I love the movie “Carol”. It is one of the best movies of the year, masterful on all levels. While I was watching it, I kept on thinking: “How exquisitely swoony”. Refined and restrained on the one hand, yet also stealthily lush and rich in its depiction of attraction and romance. And both subtle and incisive as well as brutally devastating in the limning of the danger and consequences of pursuing an outlaw love. And finally simply a triumph of cinema.
Being in the midst of rehearsals for the reading of “Speakeasy” when I saw “Carol” I couldn’t help but find the parallels to my musical. Now, I don’t want to overstate any comparisons. The obvious similarities may really be the only truly legitimate ones: both “Carol” and “Speakeasy” are about homosexual love during the more repressive eras in 20th century America (1950’s for “Carol”, 1930’s for “Speakeasy”). Other than that there are huge differences in medium (movie vs. musical theater), genre (intimate drama vs. big ensemble musical comedy) and more especially tone (serious, realistic vs. absurdist, magical realist). Not much in common there. A bit self serving perhaps to want to make comparisons between my musical theater workshop and an instant modern movie classic, just because they both depict lesbian love. Or lesbian love in repressive times.

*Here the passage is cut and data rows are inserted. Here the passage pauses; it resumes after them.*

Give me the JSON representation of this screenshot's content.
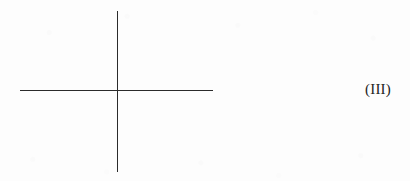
{
  "figure": {
    "label": "(III)",
    "background_color": "#fdfdfd",
    "stroke_color": "#2b2b2b",
    "label_color": "#1d1d1d",
    "canvas": {
      "width": 410,
      "height": 181
    },
    "axes": {
      "vertical": {
        "name": "vertical-axis",
        "x": 117,
        "y_top": 11,
        "y_bottom": 172,
        "length": 161,
        "thickness": 1.4
      },
      "horizontal": {
        "name": "horizontal-axis",
        "y": 90,
        "x_left": 20,
        "x_right": 213,
        "length": 193,
        "thickness": 1.4
      },
      "intersection": {
        "x": 117,
        "y": 90
      }
    },
    "label_position": {
      "left": 365,
      "center_y": 90,
      "font_size": 15
    }
  }
}
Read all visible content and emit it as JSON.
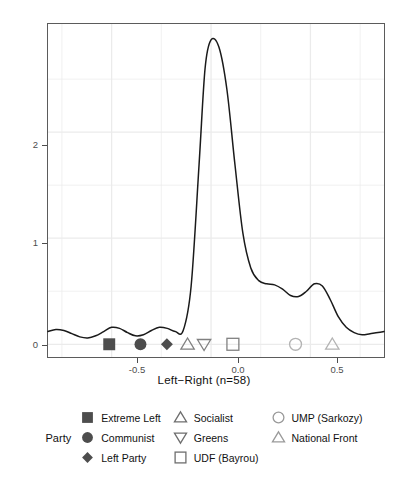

And yet indulge me just a little. There were moments in “Carol”, especially in the depiction of Therese, played by Rooney Mara, where I felt echoes of the character of Jane Allison from Speakeasy as well as her inspiration “Alice” from Lewis Carroll’s “Alice’s Adventures in Wonderland”.
Both Therese and Jane find themselves attracted to and attracting the attentions of an unlikely, older, alluring woman who also has a very commanding personality. In “Carol” this is Cate Blanchett’s Carol, in “Speakeasy” this is Duchess Bentley. One is an upper society suburban housewife, the other an outspoken black lesbian nightclub singer. About as different perhaps as two people can be except for their lesbianism, and the first adjectives one might use to describe the two (haughty, elegant, silky for Carol; bawdy, brash, fun for Duchess) are unlikely to duplicate; yet both women similarly appeal to their younger more reticent counterpart with their commanding personality, the life force they contain in surplus, and the deceptive ease with which they appear to take their mutual attraction for granted.
Therese and Jane also have in common that they both superficially appear to be like leaves blowing in the wind of circumstance beyond their control and the force of another’s personality. And yet there are crucial moments when both make definite choices that will take them on the path towards their unexpected love. Therese chooses to send Carol’s misplaced gloves back to her, initiating further contact that will lead to their first “date”. Jane kisses her neighbor Roberta, and then rushes after her in a search that will lead her to Duchess.
Many other choices Therese makes as well as her pointed avowal of her inability to make any choice regarding her boyfriend speak volumes about her secret inner life, even if she can’t yet articulate that part of her self in words. Jane too may not be able to acknowledge her secret inner life, but every step she takes in her “Adventures in Wonderland” inspired storyline, always moving forward with the help of sips from “Drink Me” bottles, speaks to her subconscious quest of self-discovery (unlike her husband John, who in his “Alice Through the Looking Glass” inspired wanderings is initially trying to get back home, so actively denying his inner life that at one point he even forgets his own name).
Late in the movie Therese may cry about how she always says yes to everybody, as if that was the sole reason she ended up on a fateful road trip with Carol, but there were many instances Therese had been saying no to getting closer and taking trips with the nominal man in her life, and even then she managed to do it without explicitly saying “no”. And Jane may at first resist Duchess’ aggressive flirting, but once Jane has concluded that she won’t be able to get any further trying to patch things up with Roberta, she chooses to go on to the Wonderland instead of safely heading home. When she reconnects with Duchess at the nightclub, she is much more open and relaxed in her company. Like with Therese, decisive subconscious choices have long been made before they are articulated. When the inevitable love making happens, it will be Therese saying to Carol “Take me to bed” in “Carol” and Jane urging Duchess to her bedroom in “Speakeasy”. Therese and Jane appear to be the seduced one only to those viewers who do not watch and listen closely.
Later, when both Carol and Duchess in their respective stories suffer the brunt of their eras’ animus against homosexuality, devastating turns of events that threaten them at the very core of their existence, Therese and Jane are both first sidelined and helpless eyewitnesses at best to the fate of the woman who they once loved but from whom they now stand separate. But while given the ostensibly comfortable option to retreat quietly and relatively unscathed into conventionality, both Therese and Jane will ultimately take definite, active steps towards affirming their full identity (as a lesbian or bisexual woman) and their love and loyalty to the women in their lives.